Brilliant, loyal and unfireable in anyone’s book. The whole company
stood silently still. Rock solid.
’Well, it looks like we’re all in it. Now it’s action stations!’
We were mutinying. En masse. And the strangest thing was that all we
cared about was each other and sticking together. Exactly how we were
going to succeed as a standalone company seemed a distant hurdle to
cross.
We started divvying up the tasks that needed to be done.
Johnners, like the gruff Regimental Sergeant-Major everyone loves,
bellowed ’Or-der!’ (and has done ever since to silence a throng prior to
a talk).
’Right, this is what we’re going to do,’ and I outlined a plan to start
the ball rolling.
One by one we phoned all our clients. And one by one they all said what
we wanted to hear. As long as we could promise the same high level of
service, they would stick with us. Anita Roddick, the supreme
entrepreneur, asked if we needed financial help. Cable & Wireless said
it would support us however it could. As the evening went on the
adrenaline flowed and the list of clients who were to back us grew. It
was like election night.
And all the votes were going our way.
But there was still one big vote left to come in.

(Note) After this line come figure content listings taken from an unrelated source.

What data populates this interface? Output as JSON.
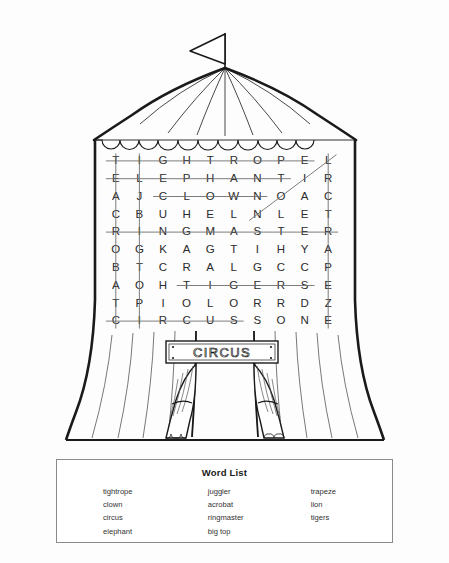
{
  "puzzle": {
    "type": "word-search",
    "theme": "circus",
    "sign_label": "CIRCUS",
    "grid_rows": 10,
    "grid_cols": 10,
    "grid": [
      [
        "T",
        "I",
        "G",
        "H",
        "T",
        "R",
        "O",
        "P",
        "E",
        "L"
      ],
      [
        "E",
        "L",
        "E",
        "P",
        "H",
        "A",
        "N",
        "T",
        "I",
        "R"
      ],
      [
        "A",
        "J",
        "C",
        "L",
        "O",
        "W",
        "N",
        "O",
        "A",
        "C"
      ],
      [
        "C",
        "B",
        "U",
        "H",
        "E",
        "L",
        "N",
        "L",
        "E",
        "T"
      ],
      [
        "R",
        "I",
        "N",
        "G",
        "M",
        "A",
        "S",
        "T",
        "E",
        "R"
      ],
      [
        "O",
        "G",
        "K",
        "A",
        "G",
        "T",
        "I",
        "H",
        "Y",
        "A"
      ],
      [
        "B",
        "T",
        "C",
        "R",
        "A",
        "L",
        "G",
        "C",
        "C",
        "P"
      ],
      [
        "A",
        "O",
        "H",
        "T",
        "I",
        "G",
        "E",
        "R",
        "S",
        "E"
      ],
      [
        "T",
        "P",
        "I",
        "O",
        "L",
        "O",
        "R",
        "R",
        "D",
        "Z"
      ],
      [
        "C",
        "I",
        "R",
        "C",
        "U",
        "S",
        "S",
        "O",
        "N",
        "E"
      ]
    ],
    "solutions": [
      {
        "word": "tightrope",
        "direction": "horizontal",
        "row": 1,
        "col_start": 1,
        "col_end": 9
      },
      {
        "word": "elephant",
        "direction": "horizontal",
        "row": 2,
        "col_start": 1,
        "col_end": 8
      },
      {
        "word": "clown",
        "direction": "horizontal",
        "row": 3,
        "col_start": 3,
        "col_end": 7
      },
      {
        "word": "ringmaster",
        "direction": "horizontal",
        "row": 5,
        "col_start": 1,
        "col_end": 10
      },
      {
        "word": "tigers",
        "direction": "horizontal",
        "row": 8,
        "col_start": 4,
        "col_end": 9
      },
      {
        "word": "circus",
        "direction": "horizontal",
        "row": 10,
        "col_start": 1,
        "col_end": 6
      },
      {
        "word": "acrobat",
        "direction": "vertical",
        "col": 1,
        "row_start": 1,
        "row_end": 10
      },
      {
        "word": "big top",
        "direction": "vertical",
        "col": 2,
        "row_start": 1,
        "row_end": 10
      },
      {
        "word": "trapeze",
        "direction": "vertical",
        "col": 10,
        "row_start": 1,
        "row_end": 10
      },
      {
        "word": "lion",
        "direction": "diagonal",
        "row_start": 4,
        "col_start": 7,
        "row_end": 1,
        "col_end": 10
      }
    ]
  },
  "word_list": {
    "title": "Word List",
    "columns": [
      [
        "tightrope",
        "clown",
        "circus",
        "elephant"
      ],
      [
        "juggler",
        "acrobat",
        "ringmaster",
        "big top"
      ],
      [
        "trapeze",
        "lion",
        "tigers"
      ]
    ]
  },
  "colors": {
    "ink": "#1a1a1a",
    "letter": "#2b2b2b",
    "strike": "#6e6e6e",
    "box_border": "#8a8a8a",
    "page": "#fdfdfd"
  }
}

We had had difficulty contacting Midland Bank. Its strict security
measures made it hard to contact key people out of hours. Eventually
David Mills, our senior contact, called in, alerted by his security
people.
’I hope this is important, Andy. I was just about to settle down for
some supper.’ Breathlessly, I told him what we were doing.
’Andy,’ he said calmly, ’don’t worry about a thing. Go home and have a
beer.’
The cheer from the agency must have been heard halfway across
London.
We were a going concern.
No-one could go home. By now it was 10.30pm.

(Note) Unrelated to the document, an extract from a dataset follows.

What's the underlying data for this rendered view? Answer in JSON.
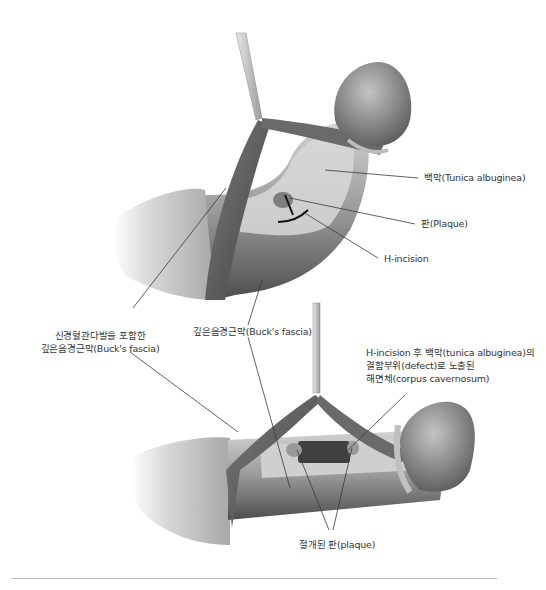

A distant, lone phone rang. It was Bill Tragos, the worldwide chairman
of TBWA and as big a wig as you’re ever likely to come across in the
advertising world. He monopolised the conversation entirely, with an
unremitting heavy New York drawl.
’Andy, this is great. Particularly for you. You’re going to do
great.
Did Jay talk to you about the stock options?
TBWA is one big happy family, you’re joining a great firm. The London
guys like you. I hear great things about what you’re doin’ in
London.
Maybe we can incorporate some of your ideas. I just wanted to ring and
say, hi.’
I was speechless. I had not fed this call into any plan. ’Oh, hi,’ I
replied. ’I think there’s a lot of sorting out to do.’

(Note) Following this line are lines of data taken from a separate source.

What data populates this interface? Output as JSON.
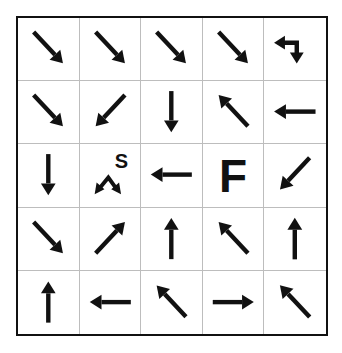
{
  "puzzle": {
    "rows": 5,
    "cols": 5,
    "colors": {
      "ink": "#111111",
      "grid_line": "#bdbdbd",
      "background": "#ffffff"
    },
    "cells": [
      [
        {
          "arrow": "down-right"
        },
        {
          "arrow": "down-right"
        },
        {
          "arrow": "down-right"
        },
        {
          "arrow": "down-right"
        },
        {
          "arrow": "left-then-down"
        }
      ],
      [
        {
          "arrow": "down-right"
        },
        {
          "arrow": "down-left"
        },
        {
          "arrow": "down"
        },
        {
          "arrow": "up-left"
        },
        {
          "arrow": "left"
        }
      ],
      [
        {
          "arrow": "down"
        },
        {
          "arrow": "down-left-and-down-right",
          "label": "S"
        },
        {
          "arrow": "left"
        },
        {
          "arrow": "none",
          "label": "F"
        },
        {
          "arrow": "down-left"
        }
      ],
      [
        {
          "arrow": "down-right"
        },
        {
          "arrow": "up-right"
        },
        {
          "arrow": "up"
        },
        {
          "arrow": "up-left"
        },
        {
          "arrow": "up"
        }
      ],
      [
        {
          "arrow": "up"
        },
        {
          "arrow": "left"
        },
        {
          "arrow": "up-left"
        },
        {
          "arrow": "right"
        },
        {
          "arrow": "up-left"
        }
      ]
    ],
    "start_label": "S",
    "finish_label": "F"
  }
}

’Sure there is. Don’t worry, this is a perfect marriage. There’s always
a lot to sort out. But, hey, it must be late in London, get some
sleep.
See you soon, in New York maybe.’
I phoned Jay: ’We have a problem.’
THE PLAYERS
’Hi, everyone. I am here to announce that, as of this afternoon,
Chiat/Day is merging with TBWA around the world. This is a great new
future for all of us. It will give us the global presence we always
wanted’
Jay Chiat, joint founder of Chiat/Day
’Andy, this is great. Particularly for you. You’re going to do great.
Did Jay talk to you about the stock options? TBWA is one big happy
family. You’re joining a great firm’
Bill Tragos, joint founder of TBWA
’His (Chiat’s) script had been written for him by Wall Street. We’ve
spent a year talking about how to turn Chiat/Day into a different sort
of company, then this’
David Abraham, chief operating officer of St Luke’s.